Six previous lawsuits challenging the "don’t ask, don’t tell" policy have been unsuccessful. Two others are pending, including a case called Log Cabin Republicans vs. Bush, filed last fall in Los Angeles.
But the Boston case is the first to base its arguments on Lawrence vs. Texas, a 2003 Supreme Court decision that struck down state laws against sodomy.
"Lawrence changed the landscape," said C. Dixon Osburn, executive director of the Servicemembers Legal Defence Network, which filed the case on behalf of the 12 gay and lesbian veterans.
Osburn said that an estimated 65,000 gays and lesbians were serving in the U.S. military. He said there were a million gay and lesbian veterans.
Dismissing gay and lesbian service members, he said, reduces military ranks "at a time when the military is not meeting its recruiting goals."
Osburn said his organisation was prepared to take its fight to the Supreme Court. The high court has never heard a challenge to the military’s policy on gays and lesbians.
Megan Dresch, 22, was the only one of the plaintiffs to attend the Boston hearing. She joined the Army in 2001 and was discharged a year later after she told a superior officer she was a lesbian.
According to the Associated Press, Dresch said she was feeling "stressed" while serving with the Army’s 230th Military Police Company in Germany. When she told her sergeant that she wanted to see a chaplain, he asked what the problem was, Dresch said. She said another member of the company interjected, and said the problem was that she was gay.

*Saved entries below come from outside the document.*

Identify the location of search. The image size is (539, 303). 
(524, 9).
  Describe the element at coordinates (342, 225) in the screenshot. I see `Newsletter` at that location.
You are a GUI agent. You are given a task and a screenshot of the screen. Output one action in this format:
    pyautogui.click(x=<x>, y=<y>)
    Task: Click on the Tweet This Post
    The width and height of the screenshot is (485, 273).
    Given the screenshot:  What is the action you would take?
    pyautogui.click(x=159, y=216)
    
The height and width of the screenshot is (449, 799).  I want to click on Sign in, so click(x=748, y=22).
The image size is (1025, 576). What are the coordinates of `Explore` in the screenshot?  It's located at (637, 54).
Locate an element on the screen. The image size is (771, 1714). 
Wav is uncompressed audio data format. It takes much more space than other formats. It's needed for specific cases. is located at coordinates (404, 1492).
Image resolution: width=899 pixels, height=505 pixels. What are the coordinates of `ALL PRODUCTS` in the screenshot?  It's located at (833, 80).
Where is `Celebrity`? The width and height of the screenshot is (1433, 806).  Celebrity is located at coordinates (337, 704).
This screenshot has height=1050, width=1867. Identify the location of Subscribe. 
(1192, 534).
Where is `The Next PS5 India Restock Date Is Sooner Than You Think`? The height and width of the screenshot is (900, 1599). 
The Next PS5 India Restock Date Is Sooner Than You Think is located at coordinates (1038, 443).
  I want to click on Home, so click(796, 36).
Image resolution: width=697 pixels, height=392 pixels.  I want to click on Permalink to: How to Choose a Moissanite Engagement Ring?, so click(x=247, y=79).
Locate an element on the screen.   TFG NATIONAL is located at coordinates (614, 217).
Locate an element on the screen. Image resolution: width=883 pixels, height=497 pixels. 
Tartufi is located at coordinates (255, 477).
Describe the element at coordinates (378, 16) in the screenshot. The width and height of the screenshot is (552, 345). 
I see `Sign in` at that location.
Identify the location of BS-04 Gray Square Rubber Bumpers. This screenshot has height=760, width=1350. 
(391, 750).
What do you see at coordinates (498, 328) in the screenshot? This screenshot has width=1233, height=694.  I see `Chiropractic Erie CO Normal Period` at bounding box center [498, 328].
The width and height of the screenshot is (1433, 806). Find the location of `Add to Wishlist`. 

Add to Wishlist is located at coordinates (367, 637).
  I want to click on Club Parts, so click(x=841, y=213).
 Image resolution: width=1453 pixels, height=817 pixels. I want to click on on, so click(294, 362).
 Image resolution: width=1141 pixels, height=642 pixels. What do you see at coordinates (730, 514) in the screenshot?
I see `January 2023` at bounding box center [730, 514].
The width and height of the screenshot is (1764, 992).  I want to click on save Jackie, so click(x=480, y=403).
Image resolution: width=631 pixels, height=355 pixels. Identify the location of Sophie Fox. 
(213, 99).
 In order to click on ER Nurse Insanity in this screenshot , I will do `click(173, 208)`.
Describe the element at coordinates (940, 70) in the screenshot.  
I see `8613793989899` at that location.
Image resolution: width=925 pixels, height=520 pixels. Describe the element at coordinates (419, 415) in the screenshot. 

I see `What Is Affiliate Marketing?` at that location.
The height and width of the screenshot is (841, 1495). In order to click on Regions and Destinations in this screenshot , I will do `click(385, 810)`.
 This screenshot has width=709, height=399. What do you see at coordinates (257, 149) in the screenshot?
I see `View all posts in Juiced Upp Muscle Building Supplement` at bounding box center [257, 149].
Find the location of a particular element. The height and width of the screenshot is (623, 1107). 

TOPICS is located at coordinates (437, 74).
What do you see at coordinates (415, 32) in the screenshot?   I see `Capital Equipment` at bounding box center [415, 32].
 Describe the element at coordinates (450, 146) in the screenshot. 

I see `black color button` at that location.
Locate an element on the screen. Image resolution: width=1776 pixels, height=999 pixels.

"He asked if that was true, and I said yes," Dresch said. "I have never been big on lying, so I told the truth. I figured the discharge was coming. But I was disappointed. I really loved being in the military."
Dresch, who is currently studying automotive mechanics in Phoenix, said she saw the Army as more than a career. "It was my life at that point," she said, adding that her unit is in Iraq, and she wished she could be there too.
"Without a doubt I would go back into the Army," Dresch said. "This is my country, and I want to serve. I want to go back and fight for the freedoms that I believe in."
According to the American Civil Liberties Union (ACLU), the "Don’t Ask, Don’t Tell" policy is an "unconstitutional violation of the service members’ free speech rights and a denial of the equal protection clause of the Constitution."
Rose Saxe, ACLU staff attorney with the organisation’s Lesbian and Gay Rights Project, told IPS, "There is no rational basis for the government’s policy."
Meanwhile, interest in a new book about lesbians in the military is rising. "Secret Service: Untold Stories of Lesbians in the Military" is a compilation of true stories, as told by lesbians serving in the four branches of the armed service. Its author is Zsa Zsa Gershick, a lesbian who conducted and published the interviews, served in the U.S. Army Reserve from 1978 to 1983.
In an appearance on C-Span, the public service television network funded by U.S. cable companies, Gershick charged that the "don’t ask, don’t tell" policy is unworkable and "based on prejudice".
She recounted the experiences of some of the military members whose stories are presented in her book, contending that "in a field hospital in Iraq, a wounded soldier doesn’t give a damn about the sexual orientation of the person saving his or her life."
There is zero evidence, she said, that the presence of gay men and women in the military has any negative effect whatever on unit cohesion or morale. The result of the Clinton policy, she added, is to "force people to live a lie."
Among the 10,000 gays discharged from the military, she said, are translators, linguists, and people with highly specialised – and expensive – training who the military now desperately needs. "Where are their replacements going to come from?" she asked.